Page 1618 - Week 06 - Thursday, 7 June 2007
Next page . . . . Previous page . . . . Speeches . . . . Contents . . . . Debates(HTML) . . . . PDF . . . .
highest taxing government that we have ever had, with the revenue hikes that were imposed. It reinforces some of the spending cuts to essential areas—things like business and tourism.
The tragedy of the 2007 budget is that it demonstrates that the approach adopted in last year’s budget was not necessary and that the various decisions made in that budget were in many ways irrelevant. It repudiates one thing, however, and that is the Stanhope government’s attempts to get the ACT public service back under control. After the reduction of some 500 full-time and 200 temporary and casual positions in 2006-07, we now see an immediate increase this year of 150 people—including, as my colleagues have eloquently pointed out, 22 policy officers who go into the Chief Minister’s office itself. You have to question that. How can you get rid of 500 permanent and 200 temporary and casual staff—say that we needed to cut back—but then immediately start to re-employ?
The budget papers reveal, for example, that there is an estimated increase of some $56 million in revenue generated by taxes, fees and fines during 2006-07. That is a seven per cent growth in these sources of revenue. But let us look at the Treasurer’s own budget paper 3, at page 5. The consumer price index forecast for 2006 is 2¾ per cent. So it is seven per cent. It is three times the growth of the CPI and the wage price index at four per cent. It is almost double the wage price index in terms of the revenue that we will collect. If that is the fair, equitable approach of the Stanhope Labor government, then God help the people of Canberra.

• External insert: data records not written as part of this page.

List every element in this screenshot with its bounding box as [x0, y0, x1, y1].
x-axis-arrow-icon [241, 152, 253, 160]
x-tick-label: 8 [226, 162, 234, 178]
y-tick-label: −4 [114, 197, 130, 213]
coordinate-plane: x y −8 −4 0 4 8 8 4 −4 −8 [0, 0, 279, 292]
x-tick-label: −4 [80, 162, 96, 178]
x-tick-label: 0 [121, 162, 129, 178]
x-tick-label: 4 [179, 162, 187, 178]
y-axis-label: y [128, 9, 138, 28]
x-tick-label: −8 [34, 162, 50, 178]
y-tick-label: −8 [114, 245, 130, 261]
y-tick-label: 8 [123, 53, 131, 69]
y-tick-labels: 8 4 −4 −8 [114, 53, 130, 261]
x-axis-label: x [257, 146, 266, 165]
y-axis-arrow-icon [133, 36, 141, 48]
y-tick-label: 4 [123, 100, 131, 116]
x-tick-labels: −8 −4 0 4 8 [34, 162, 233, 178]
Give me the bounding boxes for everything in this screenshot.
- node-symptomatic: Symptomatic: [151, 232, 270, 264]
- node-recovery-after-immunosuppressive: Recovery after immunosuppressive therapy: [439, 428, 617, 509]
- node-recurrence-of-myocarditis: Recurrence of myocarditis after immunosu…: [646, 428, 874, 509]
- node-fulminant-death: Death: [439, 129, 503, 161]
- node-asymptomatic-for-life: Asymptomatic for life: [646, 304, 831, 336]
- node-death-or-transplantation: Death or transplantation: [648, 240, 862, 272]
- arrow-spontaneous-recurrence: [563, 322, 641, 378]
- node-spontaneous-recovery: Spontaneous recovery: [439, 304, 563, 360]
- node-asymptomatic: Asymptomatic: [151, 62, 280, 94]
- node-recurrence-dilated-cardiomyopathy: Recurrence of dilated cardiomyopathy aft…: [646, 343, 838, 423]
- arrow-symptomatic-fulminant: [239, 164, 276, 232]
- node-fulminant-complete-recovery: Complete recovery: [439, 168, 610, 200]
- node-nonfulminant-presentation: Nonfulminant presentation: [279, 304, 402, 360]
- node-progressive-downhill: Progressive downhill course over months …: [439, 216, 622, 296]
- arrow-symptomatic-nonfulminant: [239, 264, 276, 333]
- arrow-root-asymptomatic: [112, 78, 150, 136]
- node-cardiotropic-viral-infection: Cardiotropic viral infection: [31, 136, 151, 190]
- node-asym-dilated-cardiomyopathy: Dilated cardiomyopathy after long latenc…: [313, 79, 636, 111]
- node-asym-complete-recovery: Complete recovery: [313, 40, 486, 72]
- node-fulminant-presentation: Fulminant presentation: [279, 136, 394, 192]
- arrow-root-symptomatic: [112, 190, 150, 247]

In other ways this is a budget of catch-up. For six years the Stanhope government has been furiously spending on additional public servants—I remember the Stanhope comment “I did not realise the many additional people that we had employed, because no-one told me”—a prison that is based on a questionable analysis; and an arboretum that has more questions about it than a quiz show. There is a statue of Al Grassby. Why? Why are we doing this for a federal minister? There have been a number of experiments. There was the small business commissioner—gone. There was the community inclusion fund—gone. There was the knowledge fund—gone. And so the list goes on.
The Stanhope government has finally realised that it has been neglecting the community where it lives—the real community, the community out there that pays the taxes. The government has been neglecting the footpaths, the bike paths, the drains, the parks, the road services and many other critical pieces of community structure. But not the ovals. They have not ignored the ovals. They have just totally written the ovals off. The ovals are just gone. There are community assets that are integral to having a community that has pride in where it lives and in its surroundings—disfigured by the staffer Mr Bruford some years ago with the infamous Bruford blue painting.
What happened in 2007 and in the lead-up to the 2007 budget? The Stanhope government finally rediscovered the community—the poor, abused creature from which the 2006 and earlier budgets extracted more and more revenue and from which increased revenue will continue to be extracted through the use of the wage price index and so on.